As it turned out, this travesty of truthful testimony from the nation''s top law enforcer closely matched the end game closing in on Bush and Cheney, as their own 935+ lies about Iraq became painfully apparent.
Reply to this comment
by cnjcc March 13, 2008 9:29 PM EDT
Bush has threatened to veto the House version of a pending bill because it would not provide retroactive immunity to the telecoms for violating the wiretap laws. He says that''s needed to "protect our children".

Who is going to protect me from my own government?
Reply to this comment
by inventagod March 13, 2008 9:28 PM EDT

Bu$hCo Pigs.

We tried to warn you, we really did...
Reply to this comment
by scottyusa March 13, 2008 9:19 PM EDT
"We are committed to using them in ways that maximize their national security value while providing the highest level of privacy and protection of the civil liberties of those we are sworn to protect," Miller said.

Just when did that start? Yesterday? There should be agents in jail for these violations of people''s rights? What a dumb thing to say considering the subject. How much do you think this idiot makes in a year?
Reply to this comment
by cfin5 March 13, 2008 9:16 PM EDT
"The dignity of man is not shattered in a single blow, but slowly softened, bent, and eventually neutered. Men are seldom forced to act, but are constantly restrained from acting. Such power does not destroy outright, but prevents genuine existence. It does not tyrannize immediately, but it dampens, weakens, and ultimately suffocates, until the entire population is reduced to nothing better than a flock of timid, uninspired animals, of which the government is shepherd." - Alexis de Tocqueville...........Yeah, boil those frogs real slow so they don''t jump out of the pot till they''re dead.
Reply to this comment
by wdrussell1 March 13, 2008 6:34 PM EDT
Way to go CBS. I had this in my blog a week ago.

Thursday, March 06, 2008
Who are they really after?

The FBI acknowledged Wednesday it improperly accessed Americans'' telephone records, credit reports and Internet traffic in 2006, the fourth straight year of privacy abuses resulting from investigations aimed at tracking terrorists and spies.

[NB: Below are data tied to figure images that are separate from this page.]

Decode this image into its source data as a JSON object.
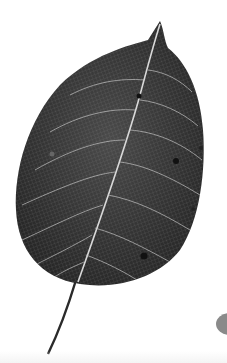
{
  "image": {
    "subject": "Skeletonized leaf with dark lamina and light vein network",
    "background_color": "#ffffff",
    "leaf_color": "#3a3a3a",
    "vein_color": "#d8d8d8",
    "edge_object_color": "#8a8a8a"
  }
}
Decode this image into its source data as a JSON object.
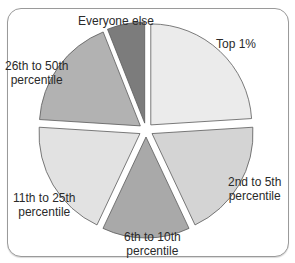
{
  "chart_data": {
    "type": "pie",
    "title": "",
    "exploded": true,
    "start_angle_deg": -90,
    "direction": "clockwise",
    "slices": [
      {
        "label": "Top 1%",
        "value": 24,
        "color": "#ebebeb"
      },
      {
        "label": "2nd to 5th percentile",
        "value": 19,
        "color": "#d4d4d4"
      },
      {
        "label": "6th to 10th percentile",
        "value": 14,
        "color": "#a9a9a9"
      },
      {
        "label": "11th to 25th percentile",
        "value": 19,
        "color": "#e2e2e2"
      },
      {
        "label": "26th to 50th percentile",
        "value": 18,
        "color": "#b2b2b2"
      },
      {
        "label": "Everyone else",
        "value": 6,
        "color": "#7c7c7c"
      }
    ]
  },
  "labels": {
    "top1": "Top 1%",
    "p2_5": "2nd to 5th\npercentile",
    "p6_10": "6th to 10th\npercentile",
    "p11_25": "11th to 25th\npercentile",
    "p26_50": "26th to 50th\npercentile",
    "everyone_else": "Everyone else"
  }
}
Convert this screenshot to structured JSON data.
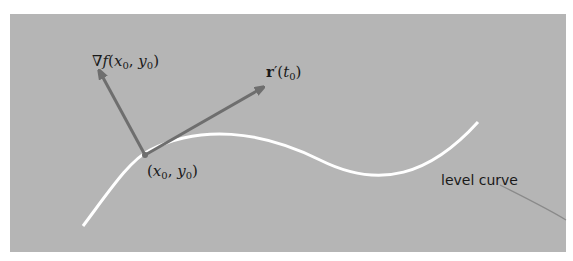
{
  "diagram": {
    "background_color": "#b5b5b5",
    "curve_color": "#ffffff",
    "arrow_color": "#6e6e6e",
    "labels": {
      "gradient": "∇f(x0, y0)",
      "tangent": "r′(t0)",
      "point": "(x0, y0)",
      "curve": "level curve"
    }
  }
}
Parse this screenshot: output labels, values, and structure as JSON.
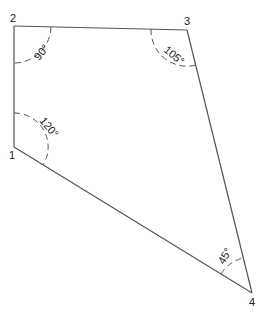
{
  "diagram": {
    "type": "quadrilateral-angles",
    "line_color": "#555555",
    "text_color": "#222222",
    "vertices": [
      {
        "id": "1",
        "label": "1",
        "x": 14,
        "y": 147
      },
      {
        "id": "2",
        "label": "2",
        "x": 14,
        "y": 26
      },
      {
        "id": "3",
        "label": "3",
        "x": 187,
        "y": 30
      },
      {
        "id": "4",
        "label": "4",
        "x": 252,
        "y": 293
      }
    ],
    "edges": [
      {
        "from": "1",
        "to": "2"
      },
      {
        "from": "2",
        "to": "3"
      },
      {
        "from": "3",
        "to": "4"
      },
      {
        "from": "4",
        "to": "1"
      }
    ],
    "angles": [
      {
        "vertex": "2",
        "label": "90°"
      },
      {
        "vertex": "3",
        "label": "105°"
      },
      {
        "vertex": "1",
        "label": "120°"
      },
      {
        "vertex": "4",
        "label": "45°"
      }
    ]
  }
}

Get serious here folks. Any evil-doer in the world already knows that their telephone, e-mail, and ever regular mail communications are being monitored, and they act accordingly.
The only people the FBI(DHS) are going after are ordinary Americans who have nothing to do with terrorism.

http://news.yahoo.com/s/ap/20080305/ap_on_go_ca_st_pe/senate_fbi
Reply to this comment
by briannorwood March 13, 2008 6:11 PM EDT
Yeah. And The Chimp is in a tissy fit because congress will not give the telecoms blanket immunity.

If they weren''t in legal jeopardy, they would not NEED immunity!